In 1991 ABTV regrouped for this final project.Por la plena igualdad. Juntos y adelante was the slogan of a propaganda billboard designed by the Editora Política in the early 90s. ABTV used as the conceptual structure of the project the same inclusive rhetoric of the political slogan that they cited, for this occasion they invited artists from different generations to participate, with opposing aesthetic discourses, with various formal solutions, both artists promoted by the Ministry of Culture and artists marginalized by institutions and their circumstantial cultural policies.
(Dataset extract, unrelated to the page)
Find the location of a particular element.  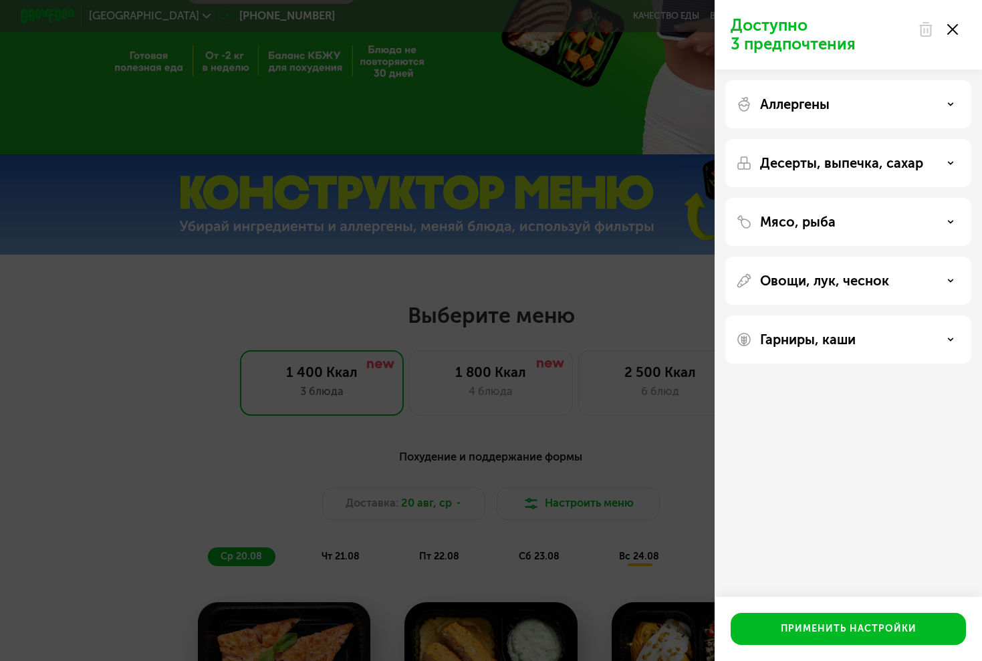

p: Гарниры, каши is located at coordinates (807, 339).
For this project ABTV rescued works by artists who had fallen into oblivion such as the so-called Socialist realism cuban artists who in the 1970s went to study Art in the former Soviet Union, for example, from this group of realistic artists, Cosme Proenza was invited to exhibit alongside young critical artists such as Pedro Álvarez Castelló. Together and Forward! parodied the ideological cynicism with which the Editora Política advertised the achievements of social integration of the Cuban Revolution. In this project, ABTV acted as curators of a choral group show that they inserted from a small cultural institution into the great official event of the IV Havana Biennial. The exhibition and the montage design of the works evaded any notion of hierarchy for use in local institutions, the works were distributed in the space through a visual design that privileged their formal values.